In the modern world reading is one of the main ways of getting information irrespective of the age and education of a person. This article briefly considers the classical concept of the formation of reading skills in ontogenesis, proposed by T.G. Egorov. Some foreign ideas about the structure of reading skills are analyzed and the methods used there to diagnose the structural components of this skill. The functional model of the developed reading skill being drafted using the example of reading a foreign text is also described in this article.


2020 ◽  
Vol 8 (14) ◽  
pp. 60-87
Author(s):  
Lucas Domínguez Rubio

This article analyzes the theoretical and ideological interests of the first philosophical essays in Argentina from an intellectual-history perspective. Saúl Taborda (1885-1943), Homero Guglielmini (1903-1968) and Carlos Astrada (1894-1971) had similar theoretical and political trajectories. From the 1920s, when they were in charge of incipient philosophical and avant-garde magazines, they were influenced by the writings of Nietzsche and Sorel. Later, they were interested in German romanticism and Heidegger's work, in the moment when Astrada and Guglielmini became two of the most important intellectuals of Juan Domingo Perón's government. While the so-called historical revisionism has received a remarkable attention, we only have a few works on this philosophical revisionism in Argentina. It is necessary, thus, to differentiate these early revisionist writings from their counterparts dedicated to history.
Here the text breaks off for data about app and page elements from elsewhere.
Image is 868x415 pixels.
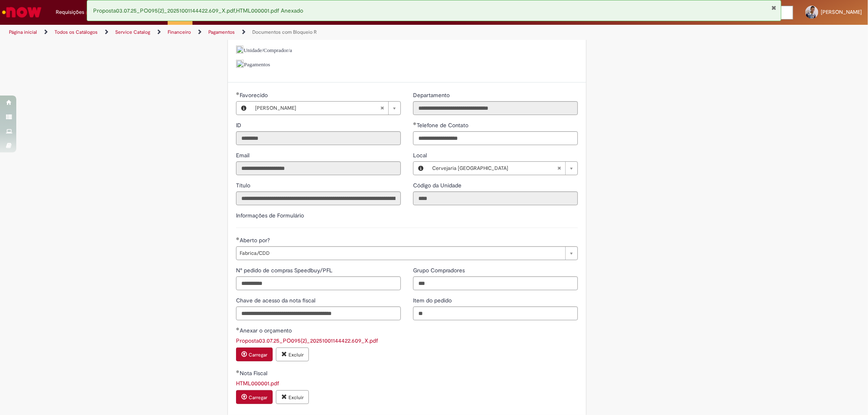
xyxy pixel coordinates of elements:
button: Favorecido, Visualizar este registro Luiz Andre Morais De Freitas [237,102,251,115]
img: sys_attachment.do [236,46,243,55]
input: Item do pedido [413,306,578,320]
input: Telefone de Contato [413,131,578,145]
button: Excluir anexo HTML000001.pdf [276,390,309,404]
label: Somente leitura - Email [236,151,251,159]
span: Local [413,151,429,159]
input: Título [236,192,401,205]
span: Fabrica/CDD [240,247,561,260]
span: Somente leitura - ID [236,122,243,129]
span: Pagamentos [236,62,270,68]
label: Somente leitura - Código da Unidade [413,182,463,189]
span: Cervejaria [GEOGRAPHIC_DATA] [432,162,557,175]
a: Service Catalog [115,29,150,36]
small: Carregar [249,352,267,358]
span: Nota Fiscal [240,370,269,377]
span: Obrigatório Preenchido [413,122,416,125]
abbr: Limpar campo Favorecido [376,102,388,115]
span: Proposta03.07.25_PO095(2)_20251001144422.609_X.pdf,HTML000001.pdf Anexado [93,7,303,14]
button: Fechar Notificação [771,4,777,11]
a: Todos os Catálogos [54,29,98,36]
button: Carregar anexo de Nota Fiscal Required [236,390,273,404]
a: Download de HTML000001.pdf [236,380,279,387]
a: Pagamentos [208,29,235,36]
input: Grupo Compradores [413,276,578,290]
span: Somente leitura - Departamento [413,92,452,99]
span: Unidade/Comprador/a [236,47,292,53]
span: Obrigatório Preenchido [236,92,240,95]
span: Chave de acesso da nota fiscal [236,297,317,304]
button: Excluir anexo Proposta03.07.25_PO095(2)_20251001144422.609_X.pdf [276,347,309,361]
span: [PERSON_NAME] [255,102,380,115]
input: Chave de acesso da nota fiscal [236,306,401,320]
a: Página inicial [9,29,37,36]
small: Excluir [289,352,304,358]
span: PSS [236,34,252,40]
input: Código da Unidade [413,192,578,205]
img: ServiceNow [1,4,43,21]
label: Somente leitura - ID [236,121,243,129]
label: Somente leitura - Título [236,182,252,189]
span: Requisições [56,8,85,16]
span: Necessários - Favorecido [240,92,269,99]
button: Local, Visualizar este registro Cervejaria Pernambuco [413,162,428,175]
input: Email [236,162,401,176]
abbr: Limpar campo Local [553,162,565,175]
label: Somente leitura - Departamento [413,91,452,100]
span: Item do pedido [413,297,453,304]
span: Grupo Compradores [413,267,467,274]
a: Download de Proposta03.07.25_PO095(2)_20251001144422.609_X.pdf [236,337,378,344]
span: Obrigatório Preenchido [236,328,240,331]
ul: Trilhas de página [6,25,573,40]
span: [PERSON_NAME] [821,8,862,16]
span: N° pedido de compras Speedbuy/PFL [236,267,334,274]
span: Telefone de Contato [416,122,470,129]
input: ID [236,131,401,145]
span: 2 [86,10,93,16]
small: Excluir [289,394,304,401]
a: [PERSON_NAME]Limpar campo Favorecido [251,102,400,115]
span: Obrigatório Preenchido [236,370,240,373]
a: Documentos com Bloqueio R [252,29,317,36]
a: Financeiro [168,29,191,36]
input: N° pedido de compras Speedbuy/PFL [236,276,401,290]
input: Departamento [413,101,578,115]
button: Carregar anexo de Anexar o orçamento Required [236,347,273,361]
label: Informações de Formulário [236,212,304,219]
a: Limpar campo Local [428,162,578,175]
span: Anexar o orçamento [240,327,293,334]
span: Obrigatório Preenchido [236,237,240,240]
small: Carregar [249,394,267,401]
span: Aberto por? [240,236,272,244]
img: sys_attachment.do [236,60,244,70]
The philosophers did not react to the continuous waves of immigration but rather to liberal political innovations taken as "foreign ideas". They focused especially on the figure of the gaucho and proposed a non-Catholic reading of Hispanicism. In a nutshell, they argued against individualism and forth theoretical tools to think a collective subject. Therefore, this work describes a theoretical trajectory that is well known at the European level, ranging from vitalist and aestheticist irrationalism to nationalist and strongly anti-individualist organisationalist positions.